Mention of the possibility of war threw the Congressmen into a commotion, and the conversation became openly contentious. Senator William Stone (D-MO), Chairman of the Senate Foreign Relations Committee pounded his fist on the table and declared, “You have no right to ask me to follow such a course. It may mean war for my country. I must follow my conscience in this matter.”19

Senator Stone spoke for most lawmakers that day when he retorted, “Mr. President! I have followed you in your domestic policies but—By God! I shall not follow you into war with Germany!”

Democratic Party leaders—members of Wilson’s own party—met in conference and were in agreement, as one put it, “that our Chief Executive was headed directly for a war with Germany, not only unnecessarily, but over a very questionable matter. One agitated legislator had to be dissuaded by colleagues from introducing a resolution of censure against the President.

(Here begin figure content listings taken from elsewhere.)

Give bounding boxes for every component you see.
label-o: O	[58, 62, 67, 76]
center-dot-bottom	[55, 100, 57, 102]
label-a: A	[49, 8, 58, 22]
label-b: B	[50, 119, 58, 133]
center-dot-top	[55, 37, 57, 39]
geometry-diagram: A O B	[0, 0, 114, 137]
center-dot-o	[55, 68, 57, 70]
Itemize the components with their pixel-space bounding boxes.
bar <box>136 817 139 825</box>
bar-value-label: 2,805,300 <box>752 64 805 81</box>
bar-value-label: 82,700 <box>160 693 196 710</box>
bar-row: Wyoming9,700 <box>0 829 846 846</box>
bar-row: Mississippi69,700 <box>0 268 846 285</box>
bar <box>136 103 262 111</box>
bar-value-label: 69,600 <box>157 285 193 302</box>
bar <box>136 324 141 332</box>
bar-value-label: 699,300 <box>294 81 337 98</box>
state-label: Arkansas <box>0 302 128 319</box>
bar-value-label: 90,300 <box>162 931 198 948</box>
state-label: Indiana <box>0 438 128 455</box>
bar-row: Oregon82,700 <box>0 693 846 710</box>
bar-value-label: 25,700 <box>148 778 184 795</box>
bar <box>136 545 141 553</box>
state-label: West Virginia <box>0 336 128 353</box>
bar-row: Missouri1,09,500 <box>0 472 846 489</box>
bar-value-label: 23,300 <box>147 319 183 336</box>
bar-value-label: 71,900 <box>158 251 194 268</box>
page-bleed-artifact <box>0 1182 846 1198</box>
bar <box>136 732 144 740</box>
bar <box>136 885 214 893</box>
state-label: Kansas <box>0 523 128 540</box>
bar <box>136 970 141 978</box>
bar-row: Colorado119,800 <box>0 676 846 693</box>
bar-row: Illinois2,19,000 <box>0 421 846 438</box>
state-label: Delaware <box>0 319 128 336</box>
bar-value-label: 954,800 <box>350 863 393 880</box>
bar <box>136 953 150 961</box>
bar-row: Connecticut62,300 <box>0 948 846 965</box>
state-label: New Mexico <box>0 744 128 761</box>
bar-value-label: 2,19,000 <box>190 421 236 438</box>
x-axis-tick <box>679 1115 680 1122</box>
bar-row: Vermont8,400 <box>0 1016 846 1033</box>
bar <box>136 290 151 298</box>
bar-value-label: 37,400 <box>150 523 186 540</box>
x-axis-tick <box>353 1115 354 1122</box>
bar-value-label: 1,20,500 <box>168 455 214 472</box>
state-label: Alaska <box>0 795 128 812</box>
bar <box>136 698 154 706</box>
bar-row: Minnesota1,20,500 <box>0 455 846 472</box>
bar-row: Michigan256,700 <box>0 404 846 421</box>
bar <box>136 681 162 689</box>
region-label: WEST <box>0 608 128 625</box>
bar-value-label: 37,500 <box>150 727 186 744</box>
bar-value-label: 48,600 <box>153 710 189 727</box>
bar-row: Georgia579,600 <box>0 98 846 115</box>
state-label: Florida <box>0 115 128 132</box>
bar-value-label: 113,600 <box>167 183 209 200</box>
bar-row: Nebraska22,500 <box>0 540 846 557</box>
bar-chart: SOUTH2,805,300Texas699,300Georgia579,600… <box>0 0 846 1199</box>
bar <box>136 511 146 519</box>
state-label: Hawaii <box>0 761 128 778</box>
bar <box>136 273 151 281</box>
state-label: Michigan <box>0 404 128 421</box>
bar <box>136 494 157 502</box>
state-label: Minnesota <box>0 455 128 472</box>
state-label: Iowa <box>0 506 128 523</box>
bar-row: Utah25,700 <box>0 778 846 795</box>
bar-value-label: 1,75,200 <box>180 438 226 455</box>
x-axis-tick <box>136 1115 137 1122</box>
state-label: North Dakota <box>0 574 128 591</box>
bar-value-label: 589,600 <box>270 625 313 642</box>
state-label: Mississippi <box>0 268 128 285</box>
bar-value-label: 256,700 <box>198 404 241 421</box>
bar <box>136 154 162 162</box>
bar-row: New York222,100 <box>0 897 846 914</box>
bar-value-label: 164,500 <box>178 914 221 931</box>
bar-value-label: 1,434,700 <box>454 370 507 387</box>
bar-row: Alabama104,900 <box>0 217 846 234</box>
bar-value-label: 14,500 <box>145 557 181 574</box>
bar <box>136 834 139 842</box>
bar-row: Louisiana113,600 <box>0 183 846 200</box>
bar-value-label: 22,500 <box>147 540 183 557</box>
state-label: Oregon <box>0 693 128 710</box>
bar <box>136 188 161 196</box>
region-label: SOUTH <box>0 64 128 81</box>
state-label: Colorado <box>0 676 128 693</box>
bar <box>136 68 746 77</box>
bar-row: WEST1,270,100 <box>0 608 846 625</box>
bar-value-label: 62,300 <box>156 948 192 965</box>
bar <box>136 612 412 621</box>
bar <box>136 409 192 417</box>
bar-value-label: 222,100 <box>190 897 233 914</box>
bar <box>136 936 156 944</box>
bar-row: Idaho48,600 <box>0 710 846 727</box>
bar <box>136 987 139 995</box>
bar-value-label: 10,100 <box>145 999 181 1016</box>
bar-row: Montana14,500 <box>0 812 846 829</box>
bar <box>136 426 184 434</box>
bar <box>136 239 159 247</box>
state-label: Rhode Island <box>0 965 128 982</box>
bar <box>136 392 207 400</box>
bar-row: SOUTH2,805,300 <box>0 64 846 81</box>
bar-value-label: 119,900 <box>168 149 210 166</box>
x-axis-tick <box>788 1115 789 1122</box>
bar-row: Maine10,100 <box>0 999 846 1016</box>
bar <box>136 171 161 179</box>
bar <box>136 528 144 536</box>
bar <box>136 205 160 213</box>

President Wilson was undeterred. The following morning, he met with leaders of the House of Representatives, each of whom came away from the meeting convinced that war with Germany loomed as a real possibility. When told that Congress would never vote for a Declaration of War, the President replied that if the United States broke off diplomatic relations, it would be Germany that made the Declaration.

Wilson knew that a democracy could not wage war successfully without public support, and backed off. Furthermore, he deeply regarded the United States as a model for a new humanitarian politics, international as well as domestic; it must give peace every possible opportunity to succeed. While continuing to warn of the dangers of a militaristic, undemocratic German state, he advocated peace.